In the South, people of color are coming into real power, for their portions of the population are much larger there than anywhere in the North or Rust Belt. If we can just inspire their hope, by giving a chance to pols who look like them, we can “flip” the key Southern States and change the South forever.
If we can do that, we can change Congress and so change our nation and the world. It’s not Michigan, Ohio, Wisconsin, and Pennsylvania that will matter; it’s Georgia, Florida, North Carolina, and Virginia. This is why the Kobach vote-suppression commission is trying so hard to suppress voting by African-Americans.
7. My own faith and hope guide me. As I’ve
written in this blog before, I don’t care whether my leaders are white, black, brown, yellow, red, or purple with polkadots and little wiggly antennae. All I want is leaders who are progressive, intelligent, empathetic and effective. I
was happy with Barack Obama in the White House, and I’d much like someone like him back.

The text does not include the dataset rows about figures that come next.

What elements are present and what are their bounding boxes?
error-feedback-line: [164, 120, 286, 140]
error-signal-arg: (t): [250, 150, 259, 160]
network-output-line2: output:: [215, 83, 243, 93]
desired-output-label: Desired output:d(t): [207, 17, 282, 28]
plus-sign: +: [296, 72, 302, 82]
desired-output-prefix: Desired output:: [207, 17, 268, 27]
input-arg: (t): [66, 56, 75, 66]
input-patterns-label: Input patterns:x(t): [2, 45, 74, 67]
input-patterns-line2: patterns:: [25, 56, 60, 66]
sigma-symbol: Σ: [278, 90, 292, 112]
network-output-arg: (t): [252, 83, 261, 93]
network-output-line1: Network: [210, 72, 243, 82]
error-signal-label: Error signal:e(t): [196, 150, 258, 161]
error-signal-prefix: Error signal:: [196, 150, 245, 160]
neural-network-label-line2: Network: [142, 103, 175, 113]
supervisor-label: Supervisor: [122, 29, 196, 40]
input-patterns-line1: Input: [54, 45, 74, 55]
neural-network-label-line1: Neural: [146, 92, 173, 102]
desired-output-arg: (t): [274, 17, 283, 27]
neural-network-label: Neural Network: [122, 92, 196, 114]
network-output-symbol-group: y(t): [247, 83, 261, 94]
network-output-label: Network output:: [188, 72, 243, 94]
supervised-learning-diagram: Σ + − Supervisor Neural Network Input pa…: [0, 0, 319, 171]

Call it reverse prejudice, if you like. But I don’t think it really is. It’s a preference based on past performance, of the four great “leaders of color” mentioned
above. It’s a respect for the
perseverance of our African-Americans, who’ve kept hope alive for four centuries, only rarely—and in small numbers—resorting to futile armed rebellion. But most of all, it’s a goal of my own: that with some deep thought and constructive action, we can bring the 2043 racial tipping point closer by giving hope to those now in despair.
Today’s Republican leaders often ridicule what they most fear. Just so, Sarah Palin derided “that hopey changey thing” that put Barack Obama in the White House. Just so, Mitch McConnell and scamster Paul Ryan deride the community organizing skills that (former) President Barack Obama and Attorney General Eric Holder are using at this very moment to turn the red South blue.
If only we progressive whites can help them, we can forge a permanent coalition among progressive whites and now-despairing people of color. We can form the grand coalition of workers, regardless of tribe, of which our progressive forebears could only dream. Our nation has not seen anything like such a coalition formed since FDR won by a landslide, in the depths of the depression, in 1932. But the time is ripe for one now.
Donald Trump is a backlasher’s backlasher. He has zero experience, zero aptitude for constructive politics, zero understanding of policy. He can’t keep an idea in his head for longer than a Tweet, and he changes his position weekly, if not daily. Virtually everything he does revolves around erasing the presidency of his predecessor, who just coincidentally happened to be half-black. In addition, he is the single most nasty, vile, selfish and self-centered excuse for a human being I have seen in national politics in my 72 years. Can we all say “flash in the pan”?
The question before us is who will follow Trump (assuming he doesn’t extinguish our species with a general nuclear war, for example, with Russia). If we progressive whites can team up with people of color, the vast majority of whom are Democrats and progressives, we can make 2043 come sooner and transform our nation
now.
If you credit this thesis, there are several organizations you can join and assist, including
Democracy for America and
Color of Change. If we all help these dedicated experts and put our shoulders to the wheel, we can have a progressive Congress (or at least a progressive Senate) next year, and a worthy successor to Barack Obama in the White House by 2020.
But we won’t get there by coddling white supremacists or their apologists, by seeking a “middle ground” between good and evil, or by letting political consultants with spreadsheets but no moral compasses control our thinking and our action. We’ll get there only by following our hearts and the lodestar that has made our nation “exceptional” from its very beginning: the belief that “all . . . are created equal.”